** THE INPUT **

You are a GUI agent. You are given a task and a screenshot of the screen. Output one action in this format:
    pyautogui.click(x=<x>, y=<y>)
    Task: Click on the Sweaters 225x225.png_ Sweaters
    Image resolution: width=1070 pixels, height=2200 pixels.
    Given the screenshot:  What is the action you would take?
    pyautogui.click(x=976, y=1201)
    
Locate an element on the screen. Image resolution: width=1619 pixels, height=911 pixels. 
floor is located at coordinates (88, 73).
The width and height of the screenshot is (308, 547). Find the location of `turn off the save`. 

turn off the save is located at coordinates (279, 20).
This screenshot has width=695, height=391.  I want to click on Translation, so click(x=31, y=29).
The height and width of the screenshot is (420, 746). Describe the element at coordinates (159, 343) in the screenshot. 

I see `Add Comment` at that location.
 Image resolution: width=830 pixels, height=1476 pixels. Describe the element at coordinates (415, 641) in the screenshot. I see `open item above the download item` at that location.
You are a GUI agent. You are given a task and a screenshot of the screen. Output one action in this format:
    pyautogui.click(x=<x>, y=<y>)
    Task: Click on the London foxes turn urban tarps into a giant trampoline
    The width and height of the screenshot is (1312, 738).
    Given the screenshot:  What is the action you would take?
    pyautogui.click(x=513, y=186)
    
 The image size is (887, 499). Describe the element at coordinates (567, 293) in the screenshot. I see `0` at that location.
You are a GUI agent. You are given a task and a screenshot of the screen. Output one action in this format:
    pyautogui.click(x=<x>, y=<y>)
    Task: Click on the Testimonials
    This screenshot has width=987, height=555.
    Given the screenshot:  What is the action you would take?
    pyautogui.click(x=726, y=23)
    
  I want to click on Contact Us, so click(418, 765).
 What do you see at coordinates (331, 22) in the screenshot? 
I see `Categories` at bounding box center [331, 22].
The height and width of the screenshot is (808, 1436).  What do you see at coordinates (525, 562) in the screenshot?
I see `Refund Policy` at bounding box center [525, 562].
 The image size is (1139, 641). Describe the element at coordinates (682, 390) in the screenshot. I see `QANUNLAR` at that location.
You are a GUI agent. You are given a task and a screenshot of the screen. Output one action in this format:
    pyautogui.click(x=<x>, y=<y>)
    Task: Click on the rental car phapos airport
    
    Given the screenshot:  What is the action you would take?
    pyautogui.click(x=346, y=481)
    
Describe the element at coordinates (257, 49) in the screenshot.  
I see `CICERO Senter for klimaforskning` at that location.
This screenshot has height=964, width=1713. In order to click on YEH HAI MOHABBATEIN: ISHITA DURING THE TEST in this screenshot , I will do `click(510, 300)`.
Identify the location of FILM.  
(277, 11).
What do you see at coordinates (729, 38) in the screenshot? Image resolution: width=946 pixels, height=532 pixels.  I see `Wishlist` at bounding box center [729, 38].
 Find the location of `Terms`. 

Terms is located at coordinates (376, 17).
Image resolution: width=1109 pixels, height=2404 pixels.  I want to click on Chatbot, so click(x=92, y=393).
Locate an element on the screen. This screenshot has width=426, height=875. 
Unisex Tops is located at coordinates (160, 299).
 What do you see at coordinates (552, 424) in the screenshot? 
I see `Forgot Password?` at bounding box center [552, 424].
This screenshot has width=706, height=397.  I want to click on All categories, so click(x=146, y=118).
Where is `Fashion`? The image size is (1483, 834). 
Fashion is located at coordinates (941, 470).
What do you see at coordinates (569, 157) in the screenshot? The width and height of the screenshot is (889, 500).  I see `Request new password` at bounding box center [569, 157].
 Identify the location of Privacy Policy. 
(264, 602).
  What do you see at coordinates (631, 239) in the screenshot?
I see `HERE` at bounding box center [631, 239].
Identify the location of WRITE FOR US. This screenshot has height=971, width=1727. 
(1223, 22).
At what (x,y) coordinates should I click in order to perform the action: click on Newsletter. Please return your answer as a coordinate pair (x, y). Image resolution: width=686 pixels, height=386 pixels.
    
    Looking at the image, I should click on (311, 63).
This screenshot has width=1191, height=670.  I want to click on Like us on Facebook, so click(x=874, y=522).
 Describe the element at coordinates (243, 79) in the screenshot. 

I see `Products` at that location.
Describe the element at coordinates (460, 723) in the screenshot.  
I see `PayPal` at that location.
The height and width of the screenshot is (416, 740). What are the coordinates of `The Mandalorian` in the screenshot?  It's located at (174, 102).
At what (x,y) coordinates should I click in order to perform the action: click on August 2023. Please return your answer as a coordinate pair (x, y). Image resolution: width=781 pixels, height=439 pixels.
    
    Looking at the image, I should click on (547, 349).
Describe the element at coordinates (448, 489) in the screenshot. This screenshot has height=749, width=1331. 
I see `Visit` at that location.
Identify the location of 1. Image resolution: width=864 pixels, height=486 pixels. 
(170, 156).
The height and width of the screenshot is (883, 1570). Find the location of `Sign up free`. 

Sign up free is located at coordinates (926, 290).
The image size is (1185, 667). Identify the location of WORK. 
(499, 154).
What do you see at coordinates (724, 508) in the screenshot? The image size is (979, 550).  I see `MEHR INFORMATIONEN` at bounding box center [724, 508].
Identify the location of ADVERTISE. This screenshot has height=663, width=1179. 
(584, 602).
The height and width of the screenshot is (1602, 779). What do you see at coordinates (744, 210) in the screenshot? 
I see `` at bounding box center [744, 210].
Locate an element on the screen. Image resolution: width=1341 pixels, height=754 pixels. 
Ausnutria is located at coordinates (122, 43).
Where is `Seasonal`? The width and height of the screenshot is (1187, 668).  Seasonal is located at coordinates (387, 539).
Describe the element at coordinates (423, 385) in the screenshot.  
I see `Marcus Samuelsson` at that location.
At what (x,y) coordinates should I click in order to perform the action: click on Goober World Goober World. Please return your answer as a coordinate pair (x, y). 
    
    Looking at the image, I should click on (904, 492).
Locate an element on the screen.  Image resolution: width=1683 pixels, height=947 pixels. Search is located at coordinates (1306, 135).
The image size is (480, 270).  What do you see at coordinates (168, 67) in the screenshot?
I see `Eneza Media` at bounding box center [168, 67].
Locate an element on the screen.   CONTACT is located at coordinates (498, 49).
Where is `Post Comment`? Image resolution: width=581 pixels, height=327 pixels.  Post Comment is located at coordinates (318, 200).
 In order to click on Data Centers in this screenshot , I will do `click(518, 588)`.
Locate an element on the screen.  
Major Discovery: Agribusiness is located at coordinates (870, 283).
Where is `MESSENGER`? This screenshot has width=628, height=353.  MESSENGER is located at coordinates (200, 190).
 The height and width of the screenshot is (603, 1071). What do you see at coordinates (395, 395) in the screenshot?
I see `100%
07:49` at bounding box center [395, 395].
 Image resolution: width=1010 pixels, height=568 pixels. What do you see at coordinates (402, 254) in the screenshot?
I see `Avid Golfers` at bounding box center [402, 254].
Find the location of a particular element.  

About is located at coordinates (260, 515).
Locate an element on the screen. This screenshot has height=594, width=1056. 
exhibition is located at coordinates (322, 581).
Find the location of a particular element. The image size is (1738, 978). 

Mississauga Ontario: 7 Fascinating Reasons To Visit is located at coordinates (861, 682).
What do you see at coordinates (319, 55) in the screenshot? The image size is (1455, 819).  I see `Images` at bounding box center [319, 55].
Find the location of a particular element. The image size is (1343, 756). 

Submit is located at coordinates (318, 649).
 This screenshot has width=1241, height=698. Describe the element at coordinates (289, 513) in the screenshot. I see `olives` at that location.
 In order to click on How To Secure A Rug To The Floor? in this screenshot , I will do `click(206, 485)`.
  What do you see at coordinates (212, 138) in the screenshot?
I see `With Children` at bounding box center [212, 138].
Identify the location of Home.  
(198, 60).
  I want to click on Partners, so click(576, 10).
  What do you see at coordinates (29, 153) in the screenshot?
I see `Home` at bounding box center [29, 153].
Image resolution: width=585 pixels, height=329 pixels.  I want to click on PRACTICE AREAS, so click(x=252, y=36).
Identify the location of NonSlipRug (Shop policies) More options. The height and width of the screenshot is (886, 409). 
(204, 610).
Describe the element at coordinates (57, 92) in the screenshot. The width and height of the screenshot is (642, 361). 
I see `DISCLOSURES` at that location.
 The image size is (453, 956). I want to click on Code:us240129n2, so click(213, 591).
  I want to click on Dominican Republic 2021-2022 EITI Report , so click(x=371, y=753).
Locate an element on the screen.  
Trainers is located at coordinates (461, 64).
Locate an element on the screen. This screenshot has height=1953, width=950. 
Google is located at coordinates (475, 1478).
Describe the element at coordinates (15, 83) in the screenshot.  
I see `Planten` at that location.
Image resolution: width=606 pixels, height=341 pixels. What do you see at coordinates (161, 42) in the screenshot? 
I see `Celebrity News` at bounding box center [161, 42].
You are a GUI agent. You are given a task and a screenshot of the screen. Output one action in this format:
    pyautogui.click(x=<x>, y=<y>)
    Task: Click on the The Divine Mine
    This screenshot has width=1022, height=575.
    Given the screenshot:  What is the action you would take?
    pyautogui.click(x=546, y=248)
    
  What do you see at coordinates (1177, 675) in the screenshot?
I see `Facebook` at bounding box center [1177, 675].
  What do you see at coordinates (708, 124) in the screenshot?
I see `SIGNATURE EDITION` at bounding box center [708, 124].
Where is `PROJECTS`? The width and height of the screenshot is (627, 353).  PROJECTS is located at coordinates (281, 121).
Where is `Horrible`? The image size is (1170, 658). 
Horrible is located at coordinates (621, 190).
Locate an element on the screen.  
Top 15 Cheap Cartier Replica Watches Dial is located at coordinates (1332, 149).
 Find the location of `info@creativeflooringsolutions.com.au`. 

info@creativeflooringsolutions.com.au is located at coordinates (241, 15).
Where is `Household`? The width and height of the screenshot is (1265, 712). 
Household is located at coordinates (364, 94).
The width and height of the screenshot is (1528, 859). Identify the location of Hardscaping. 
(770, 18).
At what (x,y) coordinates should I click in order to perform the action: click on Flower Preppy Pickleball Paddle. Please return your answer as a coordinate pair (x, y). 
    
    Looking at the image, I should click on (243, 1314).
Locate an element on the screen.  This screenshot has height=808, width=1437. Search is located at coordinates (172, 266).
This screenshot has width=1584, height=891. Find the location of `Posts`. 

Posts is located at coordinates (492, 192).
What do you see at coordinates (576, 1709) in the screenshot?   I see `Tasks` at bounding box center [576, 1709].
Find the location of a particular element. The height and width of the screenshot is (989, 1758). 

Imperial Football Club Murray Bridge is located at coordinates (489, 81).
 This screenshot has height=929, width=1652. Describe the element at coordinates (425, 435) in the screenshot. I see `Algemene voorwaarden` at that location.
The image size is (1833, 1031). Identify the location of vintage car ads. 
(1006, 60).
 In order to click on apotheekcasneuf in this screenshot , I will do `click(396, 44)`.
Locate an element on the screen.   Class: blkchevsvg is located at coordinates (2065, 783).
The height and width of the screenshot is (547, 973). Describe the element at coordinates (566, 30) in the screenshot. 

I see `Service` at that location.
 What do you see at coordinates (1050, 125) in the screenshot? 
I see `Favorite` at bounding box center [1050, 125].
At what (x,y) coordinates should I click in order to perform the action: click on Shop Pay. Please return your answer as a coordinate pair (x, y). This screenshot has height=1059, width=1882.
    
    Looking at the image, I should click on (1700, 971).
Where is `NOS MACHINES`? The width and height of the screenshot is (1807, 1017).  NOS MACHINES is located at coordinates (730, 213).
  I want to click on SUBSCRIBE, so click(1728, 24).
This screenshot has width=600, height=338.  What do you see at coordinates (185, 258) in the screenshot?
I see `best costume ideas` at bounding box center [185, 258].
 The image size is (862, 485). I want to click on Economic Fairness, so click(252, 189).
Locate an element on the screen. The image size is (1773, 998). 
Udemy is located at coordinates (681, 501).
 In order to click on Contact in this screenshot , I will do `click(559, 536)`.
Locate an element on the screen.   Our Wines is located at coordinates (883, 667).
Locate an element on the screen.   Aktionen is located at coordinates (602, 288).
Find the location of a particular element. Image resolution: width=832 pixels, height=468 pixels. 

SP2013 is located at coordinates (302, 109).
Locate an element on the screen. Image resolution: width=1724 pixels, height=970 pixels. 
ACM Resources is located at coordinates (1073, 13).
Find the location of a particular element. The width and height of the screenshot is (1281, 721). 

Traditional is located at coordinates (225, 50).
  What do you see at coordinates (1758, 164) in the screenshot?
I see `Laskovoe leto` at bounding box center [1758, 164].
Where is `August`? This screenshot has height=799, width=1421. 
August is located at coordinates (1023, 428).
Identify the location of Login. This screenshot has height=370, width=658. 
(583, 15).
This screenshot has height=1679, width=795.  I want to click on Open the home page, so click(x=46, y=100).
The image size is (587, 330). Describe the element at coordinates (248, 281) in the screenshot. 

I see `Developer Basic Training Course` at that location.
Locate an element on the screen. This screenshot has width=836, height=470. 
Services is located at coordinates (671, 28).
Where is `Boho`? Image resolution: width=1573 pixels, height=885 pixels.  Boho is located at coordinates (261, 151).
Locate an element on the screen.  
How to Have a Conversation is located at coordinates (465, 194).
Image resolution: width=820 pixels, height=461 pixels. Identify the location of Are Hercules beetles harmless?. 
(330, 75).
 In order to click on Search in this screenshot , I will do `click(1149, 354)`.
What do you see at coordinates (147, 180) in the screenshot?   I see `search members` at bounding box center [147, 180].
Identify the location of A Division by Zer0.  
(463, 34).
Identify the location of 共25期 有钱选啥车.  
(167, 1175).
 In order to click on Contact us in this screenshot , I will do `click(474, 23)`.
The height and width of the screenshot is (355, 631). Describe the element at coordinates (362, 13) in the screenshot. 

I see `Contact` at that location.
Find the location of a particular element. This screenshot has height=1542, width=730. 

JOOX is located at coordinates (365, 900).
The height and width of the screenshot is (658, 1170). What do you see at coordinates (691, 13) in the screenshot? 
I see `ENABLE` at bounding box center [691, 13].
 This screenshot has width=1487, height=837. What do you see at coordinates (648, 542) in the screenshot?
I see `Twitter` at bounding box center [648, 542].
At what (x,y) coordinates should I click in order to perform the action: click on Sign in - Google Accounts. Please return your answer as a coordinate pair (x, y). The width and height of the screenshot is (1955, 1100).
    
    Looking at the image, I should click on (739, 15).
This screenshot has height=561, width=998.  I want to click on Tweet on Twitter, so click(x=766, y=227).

** ABOUT THIS EXERCISE **
What is needed is an exact copy of the entries from their first line down to the line with "This screenshot has width=695, height=391.", that line included, and nothing beyond it.

** EXERCISE RESPONSE **
You are a GUI agent. You are given a task and a screenshot of the screen. Output one action in this format:
    pyautogui.click(x=<x>, y=<y>)
    Task: Click on the Sweaters 225x225.png_ Sweaters
    Image resolution: width=1070 pixels, height=2200 pixels.
    Given the screenshot:  What is the action you would take?
    pyautogui.click(x=976, y=1201)
    
Locate an element on the screen. Image resolution: width=1619 pixels, height=911 pixels. 
floor is located at coordinates (88, 73).
The width and height of the screenshot is (308, 547). Find the location of `turn off the save`. 

turn off the save is located at coordinates (279, 20).
This screenshot has width=695, height=391.  I want to click on Translation, so click(x=31, y=29).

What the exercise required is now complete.